After all she’s been through today, I’ll make sure she gets to eat her favorite food.
By the time I’ve pulled some plates out of the cupboards, there’s a click from upstairs—the sound of the bathroom door opening.
My wolf strains its ears as Lily descends the stairs. She’s moving slowly, uncertainly. Probably feeling uncomfortable about the strange guy in her house.
I’ll fix that. This is her house, and I want her to feel comfortable here.
Even if I have to find someplace else to sleep tonight—
My wolf’s snarl rips through the air, cutting that thought right off.
Not going anywhere.
I groan. True. I’ve already decided there’s no way I’m leaving Lily alone here. Especially not before I’ve found out what made her drive all the way here, across three states, in her daddy’s fancy car.
Because she’s in danger. I feel it deep in my bones. Every bit of her is tense with nerves—with something that’s been scaring her for a long time before I showed up.
I turn my back to the door as her bare feet traipse along the hallway, going slower and slower.

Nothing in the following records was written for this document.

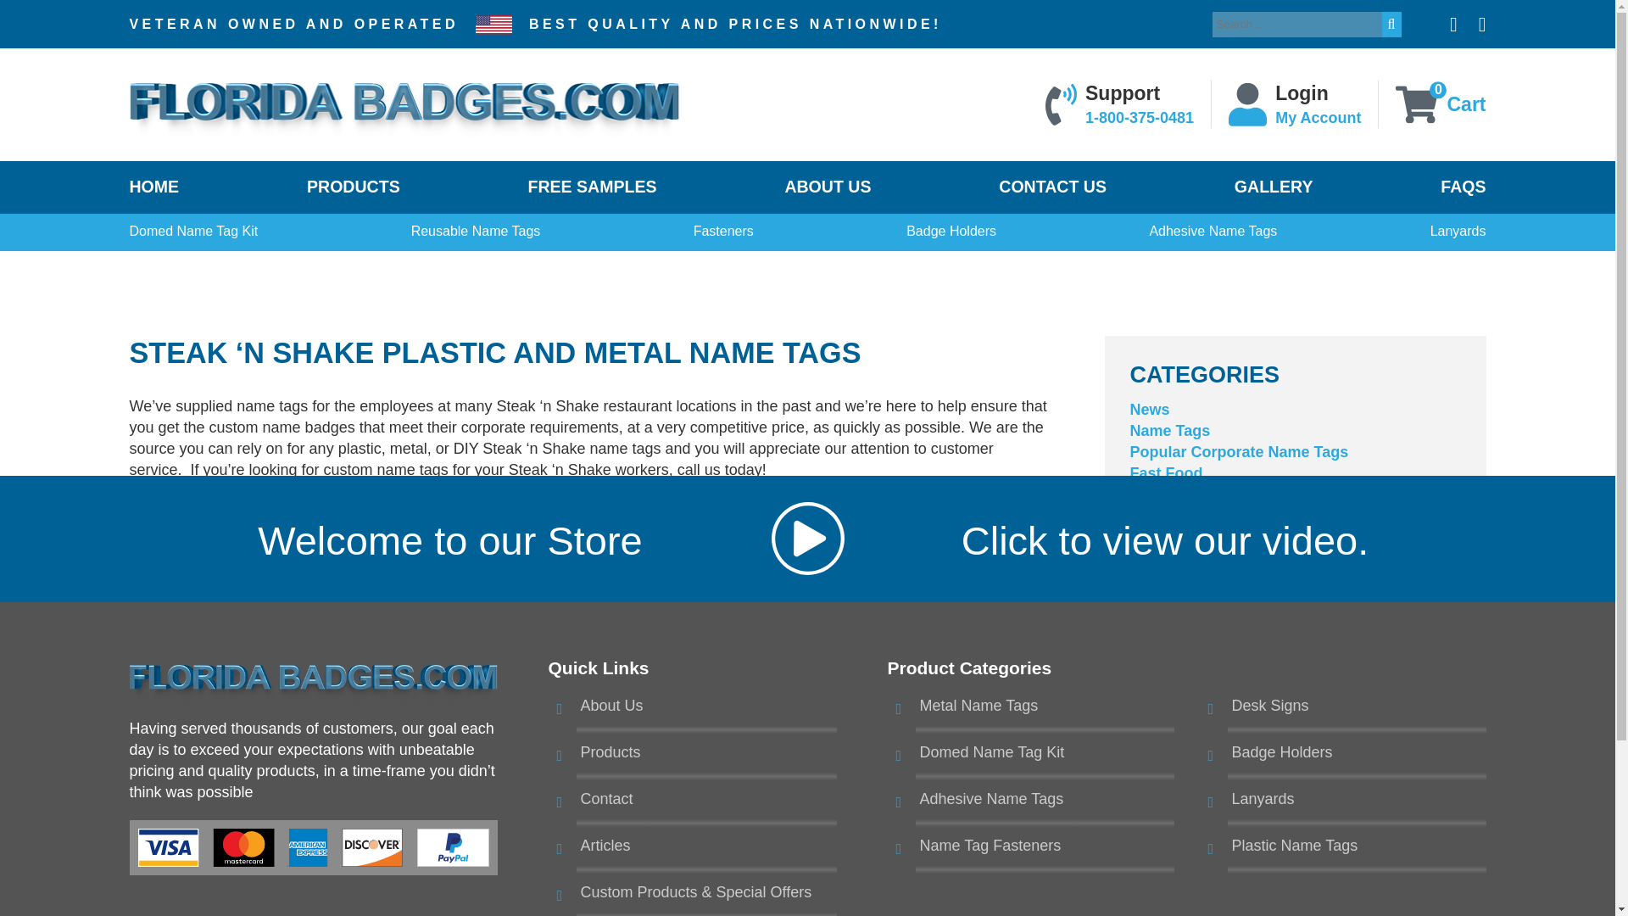 This screenshot has width=1628, height=916. Describe the element at coordinates (1140, 117) in the screenshot. I see `1-800-375-0481` at that location.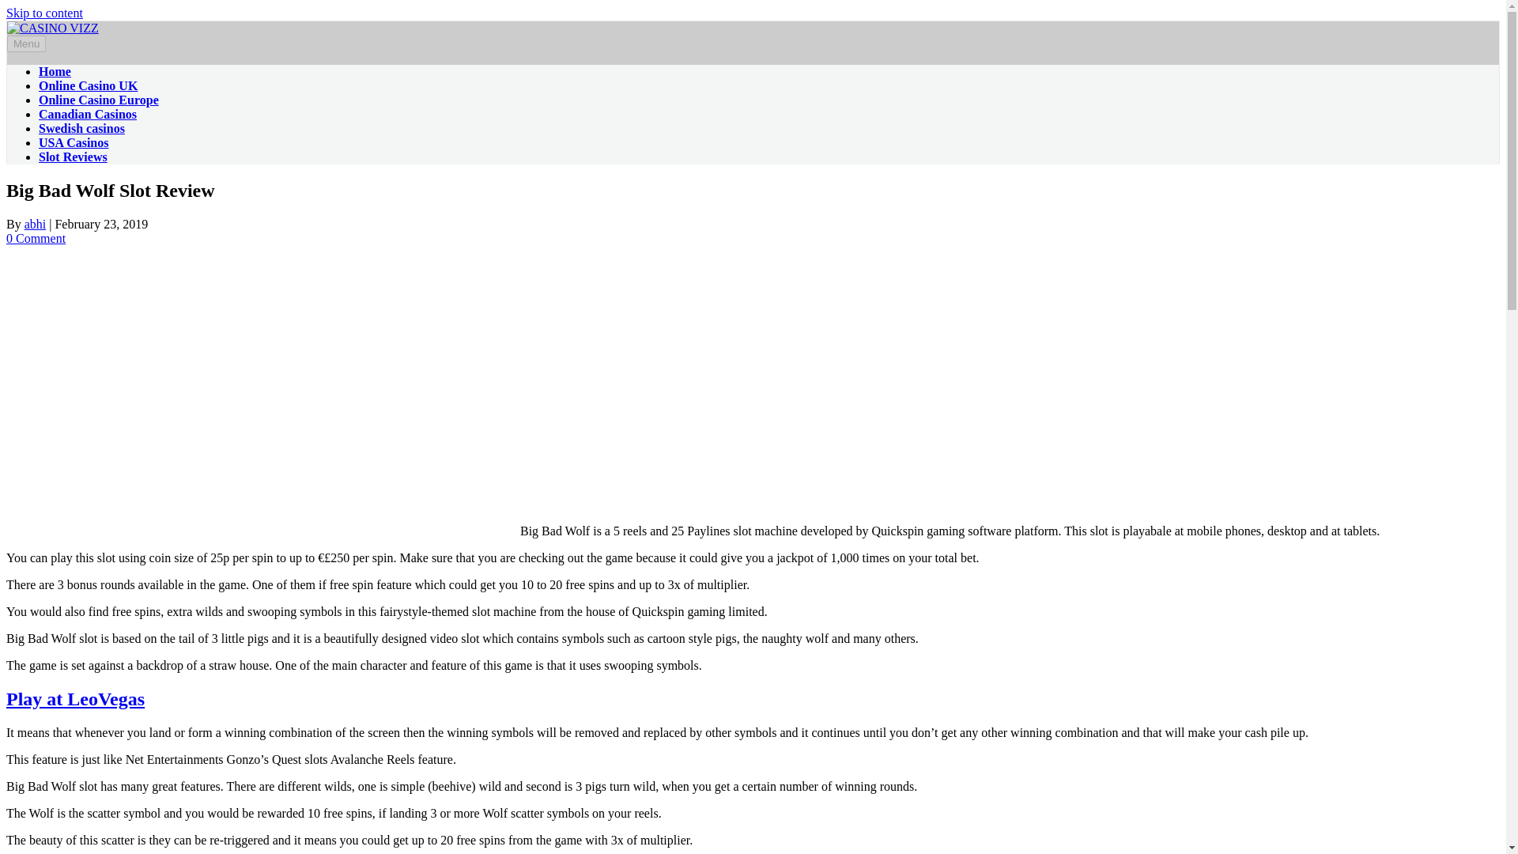 This screenshot has height=854, width=1518. What do you see at coordinates (44, 13) in the screenshot?
I see `Skip to content` at bounding box center [44, 13].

“Hi,” she says uncertainly.
I turn back nonchalantly. And my own greeting dies in my throat.
Because she’s absolutely gorgeous.
Her hair is dry now, and it falls in chestnut curls to her shoulders.
The dark make-up smudges beneath her eyes have disappeared, and her face looks fresh and naturally stunning.
She’s dressed in a navy V-neck shirt, which shows off a pair of big, round tits, and a pair of black pants clings to her rounded hips and sweet, thick thighs.
My cock surges, desire charging through my body.
Mine, my wolf roars, shoving up beneath my skin.
Jesus H Christ.
Things just got a ton more complicated.